Categories: Surgery / Oncology

Preoperative Frailty as a Predictor of Postoperative Risk in Older Esophageal Cancer Patients Undergoing Esophagectomy

Preoperative Frailty as a Predictor of Postoperative Risk in Older Esophageal Cancer Patients Undergoing Esophagectomy

Introduction: Why Frailty Matters in Esophageal Cancer Surgery

As the global population ages, more older adults face esophageal cancer requiring radical surgery. Esophagectomy is a potentially curative option, but it is also associated with high perioperative risk. Traditional risk assessment often relies on age and general health status; however, frailty—a syndrome of reduced physiological reserve—has emerged as a powerful predictor of postoperative outcomes. Recent findings indicate that preoperative frailty, quantified with the 5-item Modified Frailty Index (mFI-5), can significantly forecast complications such as 30-day mortality, delirium, and pneumonia in patients aged 65 and older undergoing esophageal cancer surgery.

What is mFI-5 and How Was It Used?

The mFI-5 is a concise deficits model using five history-available factors: hypertension requiring medication, type 2 diabetes, chronic obstructive pulmonary disease (COPD), congestive heart failure (CHF), and independent functional status. Each deficit scores one point, yielding a range from 0 to 5. Patients are categorized as robust (0), prefrail (1), or frail (2–5). In the analyzed cohort, 699 patients aged 65+ who underwent esophagectomy between 2014 and 2017 were evaluated. This streamlined score was integrated with age and ASA classification to assess its incremental predictive value for adverse outcomes.

Key Findings: Frailty Increases Postoperative Risk

The study demonstrated that frailty independently correlated with higher risk of:

  • 30-day mortality (frail 5.8% vs prefrail 1.6% vs robust 1.2%)
  • Postoperative delirium (frail 22.5% vs prefrail 14.7% vs robust 2.9%)
  • Pneumonia (frail 13.3% vs prefrail 9.8% vs robust 3.8%)
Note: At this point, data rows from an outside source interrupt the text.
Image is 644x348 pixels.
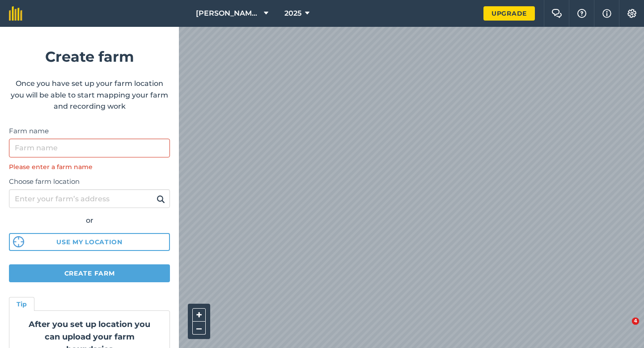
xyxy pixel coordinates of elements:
[13,236,24,248] img: svg%3e
[9,189,170,208] input: Enter your farm’s address
[614,318,635,339] iframe: Intercom live chat
[157,194,165,204] img: svg+xml;base64,PHN2ZyB4bWxucz0iaHR0cDovL3d3dy53My5vcmcvMjAwMC9zdmciIHdpZHRoPSIxOSIgaGVpZ2h0PSIyNC...
[9,233,170,251] button: Use my location
[9,126,170,136] label: Farm name
[9,6,22,21] img: fieldmargin Logo
[192,308,206,322] button: +
[192,322,206,334] button: –
[196,8,260,19] span: [PERSON_NAME] Farming Partnership
[9,162,170,172] div: Please enter a farm name
[9,215,170,226] div: or
[9,176,170,187] label: Choose farm location
[627,9,637,18] img: A cog icon
[484,6,535,21] a: Upgrade
[17,299,27,309] h4: Tip
[9,78,170,112] p: Once you have set up your farm location you will be able to start mapping your farm and recording...
[577,9,588,18] img: A question mark icon
[9,45,170,68] h1: Create farm
[632,318,639,325] span: 4
[552,9,562,18] img: Two speech bubbles overlapping with the left bubble in the forefront
[603,8,612,19] img: svg+xml;base64,PHN2ZyB4bWxucz0iaHR0cDovL3d3dy53My5vcmcvMjAwMC9zdmciIHdpZHRoPSIxNyIgaGVpZ2h0PSIxNy...
[9,264,170,282] button: Create farm
[285,8,301,19] span: 2025
[9,138,170,157] input: Farm name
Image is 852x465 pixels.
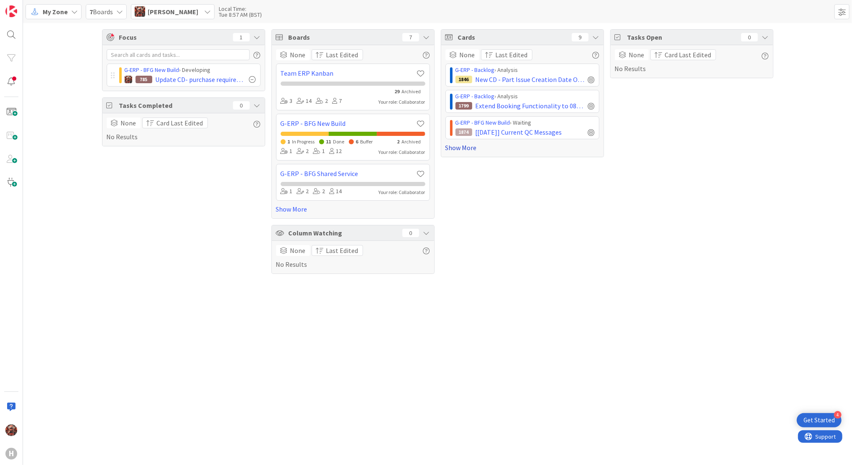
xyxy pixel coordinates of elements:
span: Card Last Edited [665,50,712,60]
span: Cards [458,32,568,42]
span: Update CD- purchase requirement for external operation [156,74,246,84]
span: None [290,246,306,256]
span: 11 [326,138,331,145]
span: Tasks Completed [119,100,229,110]
span: 2 [397,138,400,145]
div: 2 [313,187,325,196]
div: 1 [313,147,325,156]
button: Last Edited [481,49,532,60]
span: Boards [289,32,398,42]
button: Last Edited [312,245,363,256]
div: Tue 8:57 AM (BST) [219,12,262,18]
span: [[DATE]] Current QC Messages [476,127,562,137]
span: 29 [395,88,400,95]
span: Extend Booking Functionality to 0836 WIP Location Table [476,101,585,111]
span: Boards [90,7,113,17]
span: None [460,50,475,60]
button: Card Last Edited [142,118,208,128]
span: Column Watching [289,228,398,238]
button: Last Edited [312,49,363,60]
div: › Waiting [456,118,595,127]
div: 1 [233,33,250,41]
span: None [290,50,306,60]
div: Get Started [804,416,835,425]
div: 2 [297,147,309,156]
div: 4 [834,411,842,419]
span: Support [18,1,38,11]
div: 7 [333,97,342,106]
span: 6 [356,138,358,145]
div: Local Time: [219,6,262,12]
div: 1874 [456,128,472,136]
span: New CD - Part Issue Creation Date Overwritten After Processing [476,74,585,84]
div: 0 [233,101,250,110]
a: G-ERP - Backlog [456,66,495,74]
div: › Developing [125,66,256,74]
div: 1846 [456,76,472,83]
a: Team ERP Kanban [281,68,417,78]
span: None [121,118,136,128]
span: Buffer [361,138,373,145]
span: 1 [288,138,290,145]
b: 7 [90,8,93,16]
span: Archived [402,138,421,145]
a: G-ERP - BFG New Build [125,66,179,74]
span: [PERSON_NAME] [148,7,198,17]
a: Show More [276,204,430,214]
span: Archived [402,88,421,95]
a: Show More [445,143,599,153]
div: Your role: Collaborator [379,189,425,196]
span: In Progress [292,138,315,145]
div: 7 [402,33,419,41]
div: Open Get Started checklist, remaining modules: 4 [797,413,842,428]
div: 0 [402,229,419,237]
span: None [629,50,645,60]
span: Last Edited [326,50,358,60]
div: 2 [316,97,328,106]
span: Card Last Edited [157,118,203,128]
div: 1799 [456,102,472,110]
div: 14 [330,187,342,196]
span: Done [333,138,345,145]
div: Your role: Collaborator [379,148,425,156]
div: Your role: Collaborator [379,98,425,106]
div: 14 [297,97,312,106]
span: Focus [119,32,226,42]
span: Tasks Open [627,32,737,42]
a: G-ERP - BFG New Build [281,118,417,128]
div: No Results [615,49,769,74]
div: 785 [136,76,152,83]
div: No Results [107,118,261,142]
div: 2 [297,187,309,196]
img: JK [125,76,132,83]
div: 3 [281,97,293,106]
span: My Zone [43,7,68,17]
button: Card Last Edited [650,49,716,60]
div: No Results [276,245,430,269]
img: Visit kanbanzone.com [5,5,17,17]
div: 0 [741,33,758,41]
a: G-ERP - BFG Shared Service [281,169,417,179]
img: JK [135,6,145,17]
div: 9 [572,33,589,41]
div: 12 [330,147,342,156]
img: JK [5,425,17,436]
div: 1 [281,187,293,196]
div: 1 [281,147,293,156]
div: H [5,448,17,460]
div: › Analysis [456,92,595,101]
input: Search all cards and tasks... [107,49,250,60]
a: G-ERP - BFG New Build [456,119,510,126]
span: Last Edited [326,246,358,256]
span: Last Edited [496,50,528,60]
div: › Analysis [456,66,595,74]
a: G-ERP - Backlog [456,92,495,100]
Multivariate analysis showed frail individuals had markedly increased odds for these outcomes: 30-day mortality (adjusted OR 14.30), delirium (aOR 6.82), and pneumonia (aOR 4.12). Importantly, combining mFI-5 with age and ASA classification yielded the strongest predictive performance across these endpoints, with AUCs of 0.84 for 30-day mortality, 0.78 for delirium, and 0.67 for pneumonia. This suggests frailty adds meaningful discrimination beyond traditional risk factors.
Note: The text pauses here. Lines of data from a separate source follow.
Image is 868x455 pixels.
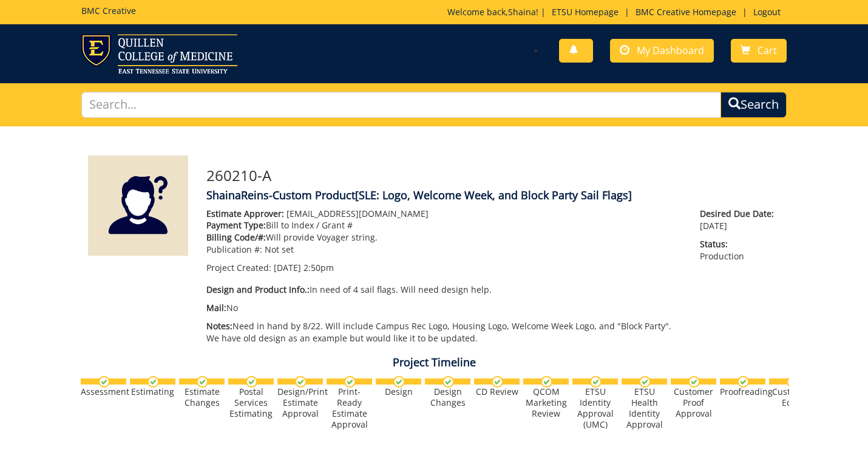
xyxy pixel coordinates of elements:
img: ETSU logo [81,34,238,73]
img: checkmark [492,376,504,387]
a: Logout [748,6,787,18]
span: [DATE] 2:50pm [274,262,334,273]
span: Estimate Approver: [207,208,284,219]
a: Shaina [508,6,536,18]
p: [EMAIL_ADDRESS][DOMAIN_NAME] [207,208,682,220]
img: checkmark [738,376,749,387]
img: checkmark [394,376,405,387]
div: Customer Edits [770,387,815,409]
h4: Project Timeline [79,357,789,369]
span: Mail: [207,302,226,313]
img: checkmark [295,376,307,387]
span: Billing Code/#: [207,231,266,243]
p: [DATE] [700,208,780,232]
div: QCOM Marketing Review [523,387,569,419]
h5: BMC Creative [81,6,136,15]
div: Estimating [130,387,176,397]
img: checkmark [590,376,602,387]
p: No [207,302,682,314]
div: CD Review [474,387,520,397]
span: Design and Product Info.: [207,284,310,295]
img: checkmark [688,376,700,387]
div: ETSU Health Identity Approval [622,387,667,430]
div: Design/Print Estimate Approval [277,387,323,419]
span: [SLE: Logo, Welcome Week, and Block Party Sail Flags] [355,188,632,203]
div: Estimate Changes [179,387,225,409]
p: Need in hand by 8/22. Will include Campus Rec Logo, Housing Logo, Welcome Week Logo, and "Block P... [207,320,682,344]
img: checkmark [197,376,208,387]
a: Cart [731,39,787,63]
img: checkmark [639,376,651,387]
img: checkmark [443,376,454,387]
span: Status: [700,238,780,250]
img: checkmark [541,376,552,387]
span: Cart [757,44,777,57]
div: Postal Services Estimating [229,387,274,419]
p: Production [700,238,780,262]
div: Print-Ready Estimate Approval [327,387,373,430]
img: checkmark [246,376,257,387]
p: Bill to Index / Grant # [207,219,682,231]
span: Project Created: [207,262,272,273]
span: My Dashboard [637,44,704,57]
span: Not set [264,243,294,255]
div: Design Changes [425,387,470,409]
span: Desired Due Date: [700,208,780,220]
div: Proofreading [720,387,765,397]
button: Search [721,92,787,118]
img: checkmark [98,376,110,387]
p: Will provide Voyager string. [207,231,682,243]
span: Payment Type: [207,219,266,231]
img: Product featured image [88,155,188,256]
div: Customer Proof Approval [671,387,717,419]
a: ETSU Homepage [546,6,625,18]
img: checkmark [147,376,159,387]
div: Assessment [81,387,126,397]
h4: ShainaReins-Custom Product [207,190,780,202]
img: checkmark [787,376,798,387]
a: My Dashboard [610,39,714,63]
img: checkmark [344,376,355,387]
p: In need of 4 sail flags. Will need design help. [207,284,682,295]
p: Welcome back, ! | | | [447,6,787,18]
div: ETSU Identity Approval (UMC) [573,387,618,430]
a: BMC Creative Homepage [630,6,743,18]
h3: 260210-A [207,168,780,183]
span: Publication #: [207,243,262,255]
div: Design [376,387,421,397]
input: Search... [81,92,722,118]
span: Notes: [207,320,233,332]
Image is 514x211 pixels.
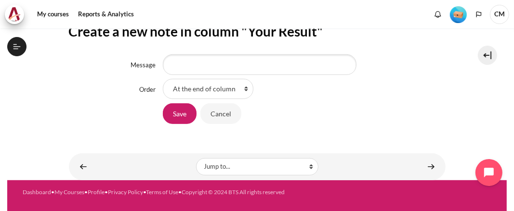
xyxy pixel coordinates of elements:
[200,103,241,124] input: Cancel
[181,189,284,196] a: Copyright © 2024 BTS All rights reserved
[450,5,466,23] div: Level #1
[23,189,51,196] a: Dashboard
[139,86,155,93] label: Order
[54,189,84,196] a: My Courses
[446,5,470,23] a: Level #1
[69,23,445,40] h2: Create a new note in column "Your Result"
[8,7,21,22] img: Architeck
[450,6,466,23] img: Level #1
[74,157,93,176] a: ◄ Crossword Craze
[163,103,196,124] input: Save
[5,5,29,24] a: Architeck Architeck
[130,61,155,69] label: Message
[490,5,509,24] span: CM
[421,157,440,176] a: Lesson 2 Videos (20 min.) ►
[75,5,137,24] a: Reports & Analytics
[471,7,486,22] button: Languages
[108,189,143,196] a: Privacy Policy
[146,189,178,196] a: Terms of Use
[23,188,491,197] div: • • • • •
[34,5,72,24] a: My courses
[88,189,104,196] a: Profile
[490,5,509,24] a: User menu
[430,7,445,22] div: Show notification window with no new notifications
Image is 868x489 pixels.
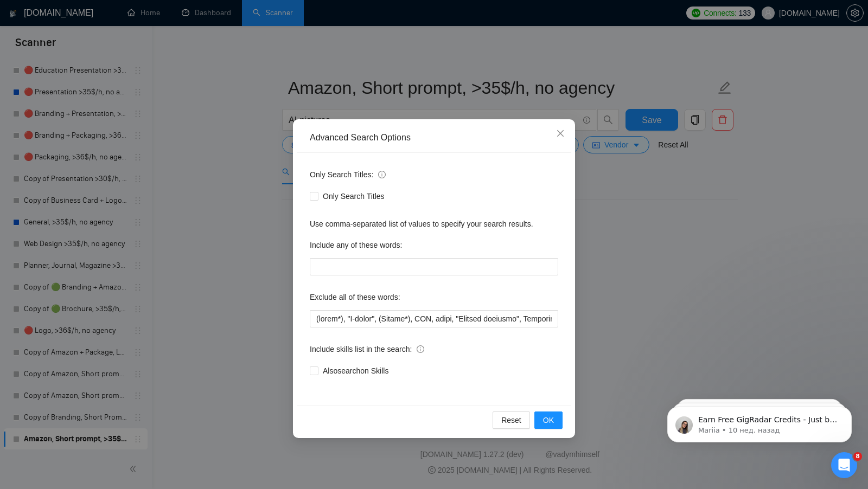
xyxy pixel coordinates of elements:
[543,414,554,426] span: OK
[310,344,424,355] span: Include skills list in the search:
[493,412,530,429] button: Reset
[310,132,558,144] div: Advanced Search Options
[47,32,187,299] span: Earn Free GigRadar Credits - Just by Sharing Your Story! 💬 Want more credits for sending proposal...
[853,452,862,461] span: 8
[47,41,187,51] p: Message from Mariia, sent 10 нед. назад
[501,414,521,426] span: Reset
[318,191,389,202] span: Only Search Titles
[651,384,868,460] iframe: Intercom notifications сообщение
[417,345,424,353] span: info-circle
[310,218,558,230] div: Use comma-separated list of values to specify your search results.
[378,171,386,178] span: info-circle
[310,236,402,254] label: Include any of these words:
[318,365,393,377] span: Also search on Skills
[546,119,575,149] button: Close
[534,412,563,429] button: OK
[310,169,386,181] span: Only Search Titles:
[310,288,401,306] label: Exclude all of these words:
[556,129,565,138] span: close
[831,452,857,478] iframe: Intercom live chat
Clinical Implications: How to Use mFI-5 at the Bedside

Because mFI-5 relies on readily available preoperative data, it can be rapidly calculated in outpatient settings to inform shared decision-making. Key implications include:

  • <strongRisk stratification: Identify high-risk patients who may benefit from intensified perioperative care or alternative treatment approaches.
  • <strongPrehabilitation opportunities: Targeted interventions—nutrition optimization, physical conditioning, smoking cessation, and COPD management—to bolster physiological reserve before surgery.
  • <strongTailored perioperative plans: Use frailty status to guide anesthesia strategies (e.g., BIS-guided anesthesia, opioid-sparing multimodal analgesia) and postoperative monitoring for delirium and respiratory complications.

The authors also advocate integrating mFI-5 within a broader Comprehensive Geriatric Assessment (CGA) framework to holistically address physical function, nutrition, cognitive health, and psychosocial factors that influence recovery.

Limitations and Future Directions

The current analysis is retrospective, and delirium assessment relied on chart reviews with DSM criteria rather than real-time CAM-based tools. Prospective, multicenter studies using CAM-ICU and standardized delirium scales are underway to validate these findings. Future work should explore how frailty-guided interventions affect long-term outcomes, quality of life, and functional status after esophagectomy.

Conclusion: A Practical Tool for Risk Stratification in Elderly Esophageal Cancer Patients

The 5-item Modified Frailty Index is a simple, rapid, and robust predictor of critical short-term outcomes in older patients undergoing radical esophagectomy for esophageal cancer. When combined with age and ASA status, mFI-5 enhances risk stratification and can guide preoperative optimization, perioperative management, and shared decision-making, ultimately improving care for the growing population of older adults facing esophageal cancer treatment.